Manas Saksena, senior director of technology and product marketing for the IoT business unit of Marvell Technology Group, says medical IoT represents “the things end of IoT.” Marvell is “more organized around products and technologies” that customers can use, rather than creating its own IoT products for health care, such as the Moby MED medical tablet computer that the company introduced in 2010; it no longer markets that tablet. So Marvell is more likely to say to medical IoT developers, “Here’s the platform, the silicon, the software” needed for IoT products in health care.
Nonetheless, the company is watching this market unfold from a supplier perspective. Philips, for example, developed a continuous positive airway pressure (CPAP) machine. It worked with Marvell to add Wi-Fi connectivity to the device so that data can be sent to the computing cloud for processing and analysis, according to Saksena.

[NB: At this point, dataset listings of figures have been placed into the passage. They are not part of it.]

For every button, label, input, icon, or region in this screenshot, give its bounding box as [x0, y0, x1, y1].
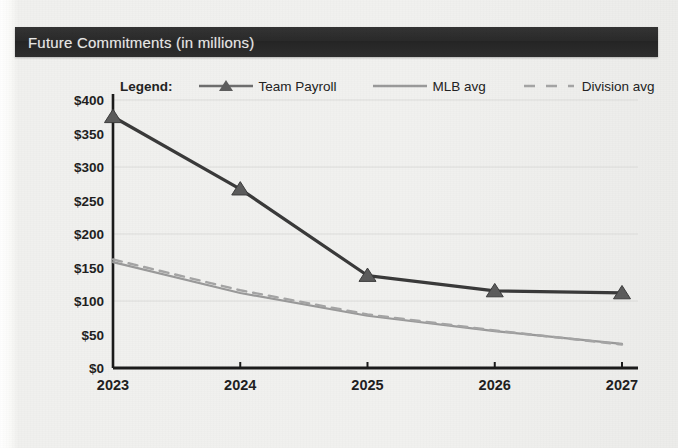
chart-card: Legend: Team Payroll MLB avg Division av…	[15, 57, 658, 412]
x-axis-tick-label: 2025	[351, 377, 383, 393]
y-axis-tick-label: $200	[74, 227, 104, 242]
legend-swatch-mlb-avg	[373, 78, 427, 94]
data-point-marker[interactable]	[232, 182, 249, 195]
x-axis-tick-label: 2027	[606, 377, 638, 393]
series-line-team-payroll	[113, 117, 622, 293]
legend-item-mlb-avg[interactable]: MLB avg	[373, 78, 486, 94]
legend-label: Legend:	[120, 79, 173, 94]
legend-item-team-payroll[interactable]: Team Payroll	[199, 78, 337, 94]
legend-item-division-avg[interactable]: Division avg	[522, 78, 655, 94]
y-axis-tick-label: $150	[74, 261, 104, 276]
legend-swatch-division-avg	[522, 78, 576, 94]
page-title: Future Commitments (in millions)	[15, 34, 254, 51]
y-axis-tick-label: $100	[74, 294, 104, 309]
legend-swatch-team-payroll	[199, 78, 253, 94]
x-axis-tick-label: 2026	[479, 377, 511, 393]
legend-text-division-avg: Division avg	[582, 79, 655, 94]
y-axis-tick-label: $350	[74, 127, 104, 142]
y-axis-tick-label: $0	[89, 361, 104, 376]
legend-text-team-payroll: Team Payroll	[259, 79, 337, 94]
data-point-marker[interactable]	[105, 109, 122, 122]
panel-header: Future Commitments (in millions)	[15, 27, 658, 57]
line-chart-plot: $0$50$100$150$200$250$300$350$4002023202…	[15, 57, 658, 412]
y-axis-tick-label: $300	[74, 160, 104, 175]
y-axis-tick-label: $250	[74, 194, 104, 209]
legend-text-mlb-avg: MLB avg	[433, 79, 486, 94]
chart-legend: Legend: Team Payroll MLB avg Division av…	[15, 75, 658, 97]
x-axis-tick-label: 2023	[97, 377, 129, 393]
x-axis-tick-label: 2024	[224, 377, 256, 393]
y-axis-tick-label: $50	[81, 328, 104, 343]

But this market tends to move more slowly than proponents would like. Government regulation of medical devices adds “a long cycle” to the product development process, he notes. With its IoT platform for developers, Marvell is providing ease of use and lower costs for medical IoT products and services.
Medical/health-care IoT may not be as newsworthy or sexy as self-driving cars or homes that defend themselves against intruders. But it could save your life someday.